Comment by Douglas Caines — November 26, 2018 @ 6:22 pm |
You are correct: cameras are not subject to pareidolia. However, have you ever looked at pictures or drawings of optical illusions? Our brains fill in what’s not there and make it seem to us that something actually is there after all. It doesn’t matter if you’re seeing the illusion in person or indirectly–you’re still using your eyes and brain to see it.
There’s also the problem of most cameras showing us everything in two dimensions. Our brains have to fill in the third dimension of a still photo. Try taking a picture of something with a 1 MP camera, then take the same picture with a 5 MP camera or better. Look at the photo in Photoshop or similar, then zoom in on each, in roughly the same area of the photos. You’ll notice the 5 MP photo will stay sharp at larger percentages, long after the 1 MP turns into pixels.
A lot of early pictures taken in space used rather low resolution cameras, even before CCDs. Now we have extremely powerful, high-resolution cameras we can put on board our probes, and they take up little space or weight. This allows us to get vastly improved pictures of things we saw from earlier photos, which lets us know that the “designed by intelligence” objects obviously aren’t. Humans are used to seeing buildings and such on Earth, so we unconsciously look for the same thing on other planets, even if we have to really squint to find them. I know I’ve done it, so I’m not surprised that others might have done so as well.

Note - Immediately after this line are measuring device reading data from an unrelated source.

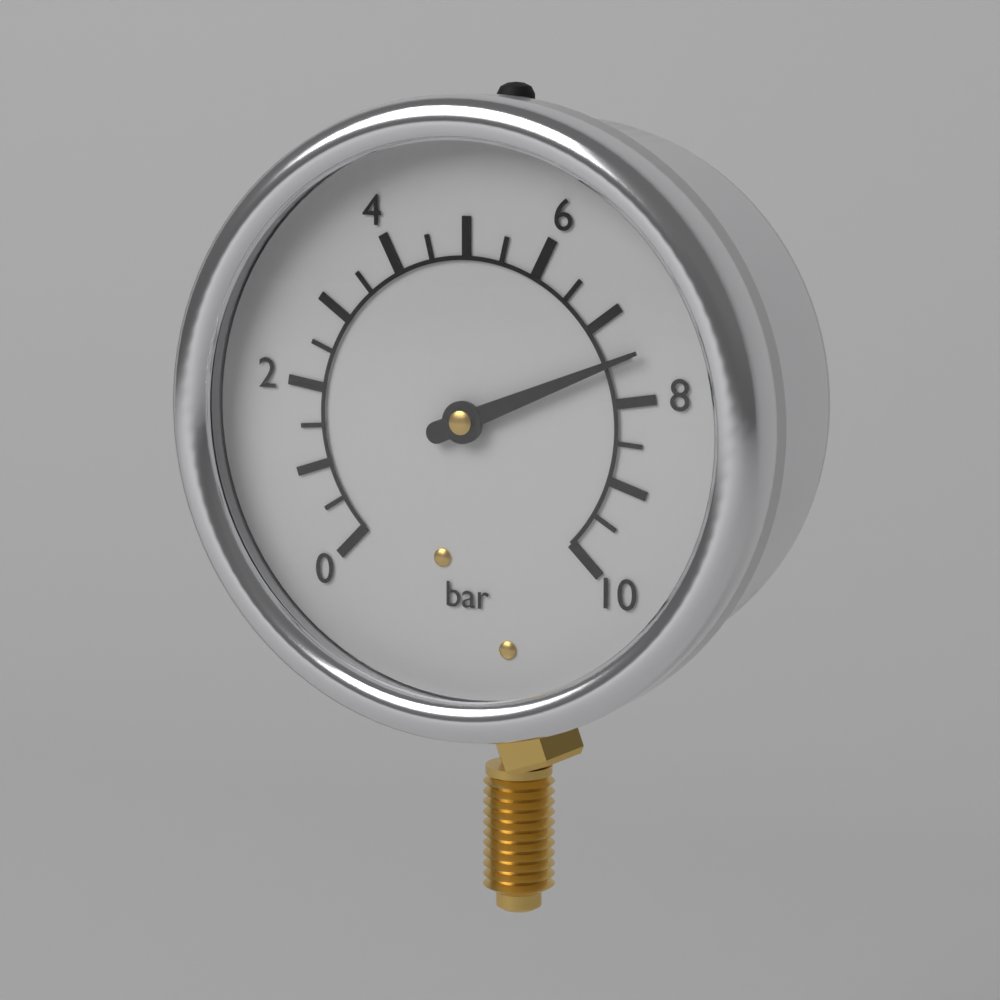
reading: 7.5 bar
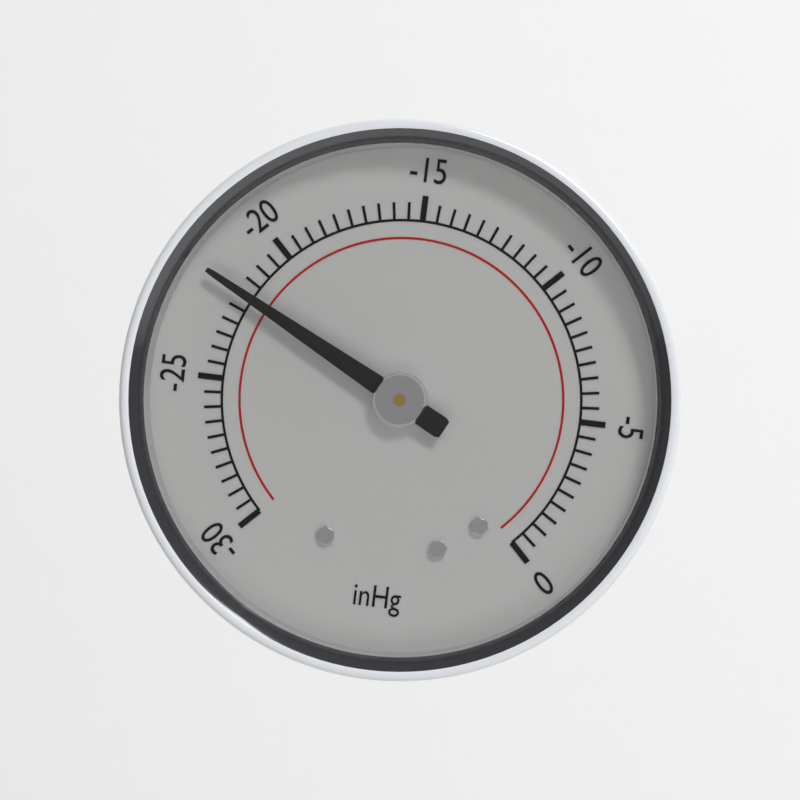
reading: -22.0 inHg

When we see pareidolia, it’s fun to enjoy them, but we shouldn’t try to convince ourselves that they’re real when they’re not. For example, when I look at craters on the Moon, either through a telescope or in pictures, I see their shadows as if the surface inside each crater is curving up, rather than down. I really have to work to see them properly. I know it’s pareidolia, but my brain refuses to cooperate unless I force it to do so. When I finally see the craters curving down, I have to laugh at my own flawed eyesight fooling me that way.